How can the spread vary between traded products?

Explanation:
Spreads reflect how much it costs to trade immediately and depend on how liquid a market is and how it’s structured. Not all markets have the same liquidity or delivery terms, so the difference between the best bid and ask can vary a lot from one product to another. For gold, the futures contract is a highly standardized, exchange-traded product with many participants and tight competition among market makers, which typically yields a relatively small spread—often around a dollar amount like a $10 range in quotes. Physical gold bullion, by contrast, is traded in a less standardized, over-the-counter market with varying dealer inventories, storage and delivery costs, and fewer competing quotes, which tends to produce wider spreads, such as around $30 per ounce. So, spreads aren’t fixed or solely time-of-day dependent; they hinge on liquidity, market structure, and the specific characteristics of the traded product.
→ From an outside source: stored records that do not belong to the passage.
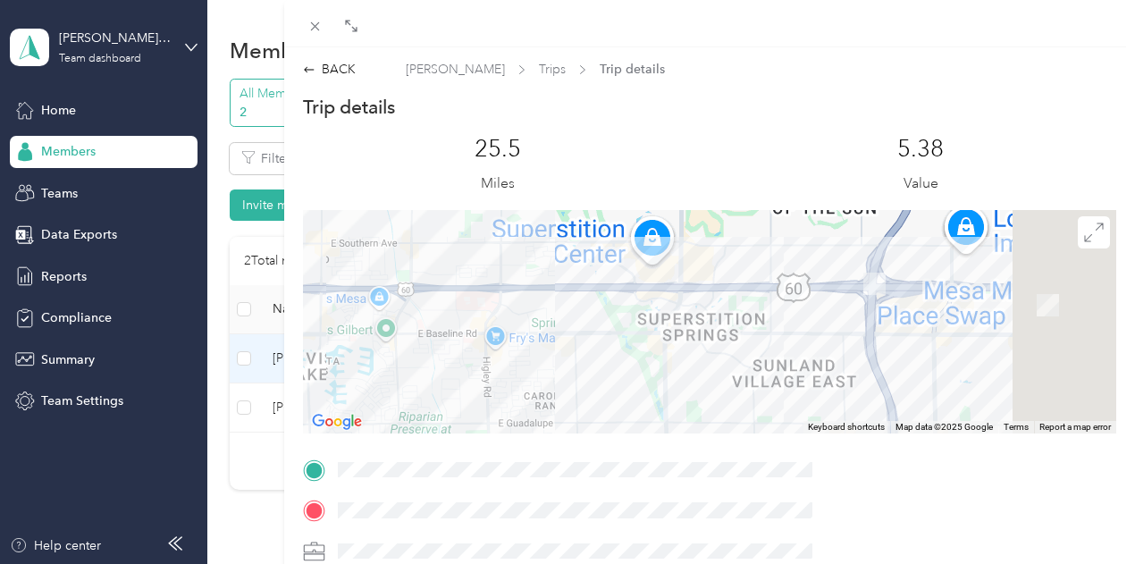 Image resolution: width=1135 pixels, height=564 pixels. Describe the element at coordinates (632, 69) in the screenshot. I see `span: Trip details` at that location.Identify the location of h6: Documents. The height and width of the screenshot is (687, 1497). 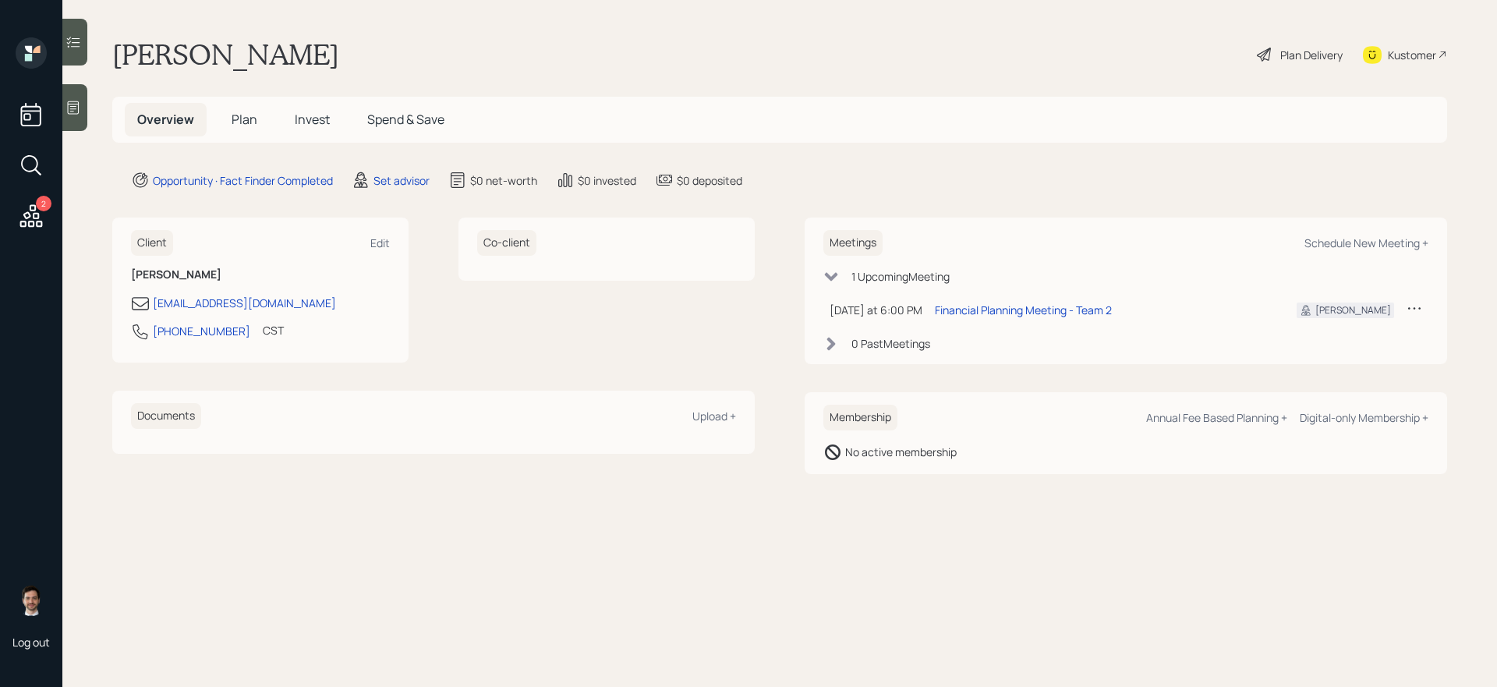
(166, 416).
Spreads reflect how much it costs to trade immediately and depend on how liquid a market is and how it’s structured. Not all markets have the same liquidity or delivery terms, so the difference between the best bid and ask can vary a lot from one product to another.

For gold, the futures contract is a highly standardized, exchange-traded product with many participants and tight competition among market makers, which typically yields a relatively small spread—often around a dollar amount like a $10 range in quotes. Physical gold bullion, by contrast, is traded in a less standardized, over-the-counter market with varying dealer inventories, storage and delivery costs, and fewer competing quotes, which tends to produce wider spreads, such as around $30 per ounce.

So, spreads aren’t fixed or solely time-of-day dependent; they hinge on liquidity, market structure, and the specific characteristics of the traded product.